Manchester North East farmers want greenhouse technology
FREDA Fraser used to spend hours in the sun, ploughing the Manchester clay soil to plant cash crops, while anxiously hoping they would not be destroyed by heavy rain or drought.
Last Wednesday, as heavy rains pounded the parish forcing many farmers to wait nervously on the inside of their homes, she comfortably tended to a bountiful yield of tomatoes – thanks to the greenhouse technology.
Fraser is now able to work at a moderate pace throughout the day, protected from all elements. She is gratefully aware that another farmer in her Yonder Pond community would have to plant six times the amount to get the yield she is expecting in a few months.
“I really experience plenty and learn a lot about greenhouse,” she said beaming. “When I am under here, I am in the cool and can do any amount of work. If I was outside in the sun I couldn’t.”
Unfortunately, Fraser does not yet own her own greenhouse but works at the Christiana Potato Growers’ Co-operative Association’s mother farm greenhouse project in Devon, Manchester. She longs for the day when she can set up her own but for now the high cost makes it almost impossible. It costs upwards of $300,000 for the smallest greenhouse.
“Every farmer should be exposed to this technology because it is a wonderful thing and I can see the benefits,” Fraser said.
The technology has taken off in the farming constituency of Manchester North East, where many farmers have eagerly bought into its benefits. Now they say that while they welcome their member of parliament Audley Shaw’s support for agriculture so far, they want him to provide financial assistance to small farmers so they can acquire their own backyard greenhouse.
For those who can make the investment, the yields received, they say, will give greater returns if they can be guaranteed steady markets for their produce.
Frederick Mills had to scamper for shelter as the rain came down suddenly while he tended his cabbage farm during the Sunday Observer’s visit to his home in Ticky Ticky. He, too, wants a greenhouse so that he can work even when it rains, while providing him with higher yields.
“Things are so expensive (yet) when you get something out of the field the price is so cheap you can’t see your way,” he said.
Princess Ferguson has to reach the Christiana market by midnight ahead of other vendors, if she is to buy the finest produce from St Elizabeth farmers at the right price.
“Me come by 12:00 am fi buy the load then me go home and have a nap and come back by 7:00 am,” she said, adding that she sells six days a week.
Some days business is good but this rare. With the rainy months coming, Ferguson will be forced to sell carrot at “dirt cheap” prices since it cannot stay for long in the fields. The greenhouse technology will benefit her too, since it would enable farmers to reap all year round and to sell at more reasonable prices. At the same time, most constituency residents believe the unemployed and unskilled youth roaming the community can now go into farming since it no longer has to be a ‘dirty’ job.
Through the efforts of the Christiana Potato Growers’ Co-operative Association, more farmers say they will become involved in the technology sooner than later. The co-operative has also established its own tissue culture lab which will make life easier for the more than 17,000 registered members in Manchester, Trelawny, St Ann, St Elizabeth and Clarendon.

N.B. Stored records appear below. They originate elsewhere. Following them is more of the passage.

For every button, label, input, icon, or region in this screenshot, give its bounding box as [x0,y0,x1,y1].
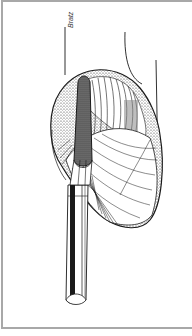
artist-signature: Bratz [67,12,74,28]
surgical-illustration [0,0,192,336]
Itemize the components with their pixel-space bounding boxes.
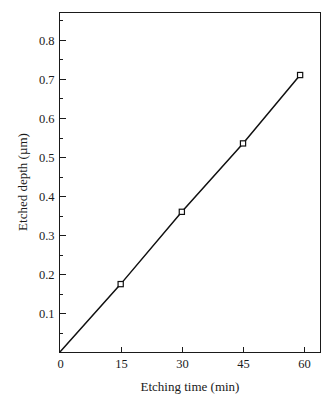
y-tick-label: 0.6: [39, 112, 55, 126]
y-axis-title: Etched depth (µm): [15, 133, 30, 231]
x-axis-title: Etching time (min): [141, 379, 240, 394]
etched-depth-line-chart: 0.10.20.30.40.50.60.70.8 015304560 Etchi…: [0, 0, 335, 404]
y-tick-label: 0.2: [39, 268, 55, 282]
data-point-marker: [179, 209, 184, 214]
x-tick-label: 60: [298, 357, 311, 371]
y-tick-label: 0.3: [39, 229, 55, 243]
data-point-marker: [240, 141, 245, 146]
y-tick-label: 0.8: [39, 34, 55, 48]
x-tick-label: 30: [176, 357, 189, 371]
data-point-marker: [118, 282, 123, 287]
data-point-marker: [298, 72, 303, 77]
y-tick-label: 0.4: [39, 190, 55, 204]
y-tick-label: 0.1: [39, 307, 55, 321]
x-tick-label: 45: [237, 357, 250, 371]
y-tick-label: 0.7: [39, 73, 55, 87]
y-tick-label: 0.5: [39, 151, 55, 165]
chart-figure: 0.10.20.30.40.50.60.70.8 015304560 Etchi…: [0, 0, 335, 404]
x-tick-label: 0: [57, 357, 63, 371]
x-tick-label: 15: [115, 357, 128, 371]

Tissue culture is a scientific method of multiplying clean plants which are not disease-resistant, but will not become contaminated with bacteria and fungus.
Dr Gordon Lightbourn, the plant molecular breeder at the lab, said the plant is placed in a fertiliser-type mixture in a test tube then sterilised with distilled water. The lab, which has been open three months, can accommodate up to 70,000 plants, with one test tube producing over 10,000. Current plants in the lab include cucumber, melon, various types of irish and sweet potatoes, ginger and even ornamental plants. The goal, Lightbourn said, is to produce 100,000 plants per month.
“From this three test tube of irish potatoes we got 36 test tubes in four weeks,” he said.
Alvin Murray, general manager of the co-operative which has been around since 1959, said farmers with greenhouses will be able to supply large hotels and restaurants, thus putting a permanent ban on the importation of ground produce.
He noted that most farmers are idle from November to February as they await the end of drought. But if rain water is harvested in catchments for greenhouse irrigation, Murray said they can produce all year. He wants to see the hillsides of the constituency become fruit orchards, with the lower slopes used for greenhouses and the huge craters left by
the bauxite companies utilised as water catchments to provide irrigation.
Murray added that with greenhouse generating greater yields, markets must be found to allow farmers to bypass middlemen and go straight to the buyer.
“If you look at the list of things the hotels want, their challenge to us is that we would never be able to supply that amount,” he said, adding that the farmer working outside stops reaping after four months while the greenhouse produces all year.
Those farmers who believe they will never afford a greenhouse said they want Shaw to assist with cheaper seeds and fertiliser. And greenhouses aside, many of the more than 50,000 residents say they long for piped water.
“Sometimes we haffi tek taxi go get water,” explained one resident who said this can cost as much as $400 both ways.
Devon residents are also clamouring for Shaw to return the health centre to the community as they can no longer afford transportation cost to Christiana for even the most minor medical services.